I got asked to give that lightning talk about four days before the event, and I put it together in about an hour. The point I wanted to make was the utility of the data and the ease of building with it. That’s all. It was uncomfortable having only a surface-level understanding of my code, but that really was the only level I needed to make that point — and if I’d needed to have more, I wouldn’t have had time to make it.
To people who haven’t gotten on board
There’s a lot of evidence about what these tools can do. The benchmarks have been moving for two years. There’s testimony from developers across the field. For me, there’s my own 2,000+ hours. All of it points the same direction, which is that these tools are just really good.

But I still see a lot of dismissal from software developers, including sneering at people who don’t read their code.
I have some sympathy for where the dismissal comes from. When you have a skill that feels central to your professional — and maybe personal — identity, and now a piece of software can do it, and so can people who don’t have your skills but use that software — it’s hard. This is something a lot of us are dealing with right now.
But nonetheless, that is what happened and is continuing to happen.
And if you’re going to stay in this field — and stay in a position of leadership — you’re doing the people who depend on you a disservice if you don’t acknowledge what’s happening. They need your help figuring out what comes next: what good practice looks like in this new shape, what we should be teaching, what we should be hiring for, how to make the cheap practices stick. That work needs people who care about doing things right and are willing to update their picture of what that looks like.

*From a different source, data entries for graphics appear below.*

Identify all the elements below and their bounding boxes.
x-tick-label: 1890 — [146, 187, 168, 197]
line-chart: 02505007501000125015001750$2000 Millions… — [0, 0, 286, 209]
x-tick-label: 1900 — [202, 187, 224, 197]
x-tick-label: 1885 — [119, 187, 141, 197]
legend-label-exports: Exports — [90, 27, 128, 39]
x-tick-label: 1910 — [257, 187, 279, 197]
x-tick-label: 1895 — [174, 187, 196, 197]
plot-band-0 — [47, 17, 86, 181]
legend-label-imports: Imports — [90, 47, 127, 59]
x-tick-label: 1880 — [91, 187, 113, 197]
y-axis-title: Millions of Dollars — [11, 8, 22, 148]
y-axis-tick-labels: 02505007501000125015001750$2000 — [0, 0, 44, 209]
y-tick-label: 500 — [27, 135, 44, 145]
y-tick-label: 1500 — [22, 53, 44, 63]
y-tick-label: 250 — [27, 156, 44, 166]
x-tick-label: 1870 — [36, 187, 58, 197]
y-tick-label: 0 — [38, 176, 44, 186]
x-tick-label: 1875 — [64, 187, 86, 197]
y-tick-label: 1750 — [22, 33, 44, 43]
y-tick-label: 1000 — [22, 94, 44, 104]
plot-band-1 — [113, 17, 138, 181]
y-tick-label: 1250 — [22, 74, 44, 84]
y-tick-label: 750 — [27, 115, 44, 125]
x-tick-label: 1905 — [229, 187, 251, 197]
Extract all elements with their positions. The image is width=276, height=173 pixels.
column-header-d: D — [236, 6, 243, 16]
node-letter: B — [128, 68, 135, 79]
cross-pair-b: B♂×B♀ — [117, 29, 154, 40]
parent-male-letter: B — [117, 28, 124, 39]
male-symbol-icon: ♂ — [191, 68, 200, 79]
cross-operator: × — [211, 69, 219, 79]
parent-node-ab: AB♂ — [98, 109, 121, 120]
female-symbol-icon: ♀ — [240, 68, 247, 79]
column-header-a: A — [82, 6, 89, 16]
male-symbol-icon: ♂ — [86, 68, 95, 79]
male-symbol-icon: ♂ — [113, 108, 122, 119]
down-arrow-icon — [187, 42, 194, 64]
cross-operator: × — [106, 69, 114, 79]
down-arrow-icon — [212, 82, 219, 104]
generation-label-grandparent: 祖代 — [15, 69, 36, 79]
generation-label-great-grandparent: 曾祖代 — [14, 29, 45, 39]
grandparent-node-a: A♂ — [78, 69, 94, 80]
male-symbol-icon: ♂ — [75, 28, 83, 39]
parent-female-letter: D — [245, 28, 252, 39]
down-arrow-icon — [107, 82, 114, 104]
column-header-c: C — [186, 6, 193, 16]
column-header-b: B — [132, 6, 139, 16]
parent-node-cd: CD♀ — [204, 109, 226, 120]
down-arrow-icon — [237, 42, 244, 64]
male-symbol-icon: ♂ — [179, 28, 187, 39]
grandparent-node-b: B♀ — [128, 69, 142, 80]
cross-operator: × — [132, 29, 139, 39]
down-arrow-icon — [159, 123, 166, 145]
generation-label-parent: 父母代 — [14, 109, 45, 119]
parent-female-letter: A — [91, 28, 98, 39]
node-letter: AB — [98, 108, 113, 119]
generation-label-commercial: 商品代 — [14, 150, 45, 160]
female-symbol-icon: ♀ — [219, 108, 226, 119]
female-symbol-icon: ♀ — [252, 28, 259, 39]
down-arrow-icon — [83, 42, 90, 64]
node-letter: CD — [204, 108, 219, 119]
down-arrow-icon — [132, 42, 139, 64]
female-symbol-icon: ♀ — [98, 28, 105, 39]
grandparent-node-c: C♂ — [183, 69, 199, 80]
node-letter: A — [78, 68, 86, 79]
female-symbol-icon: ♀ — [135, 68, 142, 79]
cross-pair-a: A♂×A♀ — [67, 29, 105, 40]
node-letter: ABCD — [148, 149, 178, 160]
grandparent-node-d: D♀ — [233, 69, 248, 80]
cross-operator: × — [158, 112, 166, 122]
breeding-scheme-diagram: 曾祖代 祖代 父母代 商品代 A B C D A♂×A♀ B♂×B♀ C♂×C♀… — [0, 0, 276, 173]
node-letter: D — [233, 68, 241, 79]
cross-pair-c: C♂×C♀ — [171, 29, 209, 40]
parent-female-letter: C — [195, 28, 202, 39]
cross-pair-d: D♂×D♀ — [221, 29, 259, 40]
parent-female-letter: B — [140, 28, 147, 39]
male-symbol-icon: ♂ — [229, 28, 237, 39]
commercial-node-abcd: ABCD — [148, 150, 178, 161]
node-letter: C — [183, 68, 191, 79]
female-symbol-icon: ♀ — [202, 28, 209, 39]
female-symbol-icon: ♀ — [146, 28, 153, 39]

I think there is a big difference between not knowing how like a bubble sort works (basic comp sci concept but not useful to a data scientist), not understanding your graphing code (might be ok assuming you’re sure the right data is being plotted the way you want and you can verify it by just looking at it?), and not understanding the polars/pandas/sql code that is doing the analysis.
For example, I have used an LLM to like translate a plotly graph to altair (so I could have shaded error bars which plotly doesn’t support) but it was a long back and forth and part of my wishes I just actually learned Altair rather than outsource to an LLM.
I think the jury is very much out on the productivity increases of LLMS for coding and there is evidence using them inhibits learning and understanding
https://www.anthropic.com/research/AI-assistance-coding-skills
LLMs can work for coding because you can always test the code - I think you are right about the importance of tests. But I want to understand any actual analysis code so I can make sure the analysis is correct! The LLM doesn’t understand anything; only humans know what our true intent is. If we divorce ourselves from understanding the analytic code than the risk is high that subtle but believable errors will creep in.
I also disagree to we have no choice but to learn/use these tools and change how we work. Companies are already setting limits on tokens and realizing that maybe all this AI spend isn’t worth the money. I use coding tools for what I think they are good at - and that’s what every data science should do. No pressure to use it because of FOMO.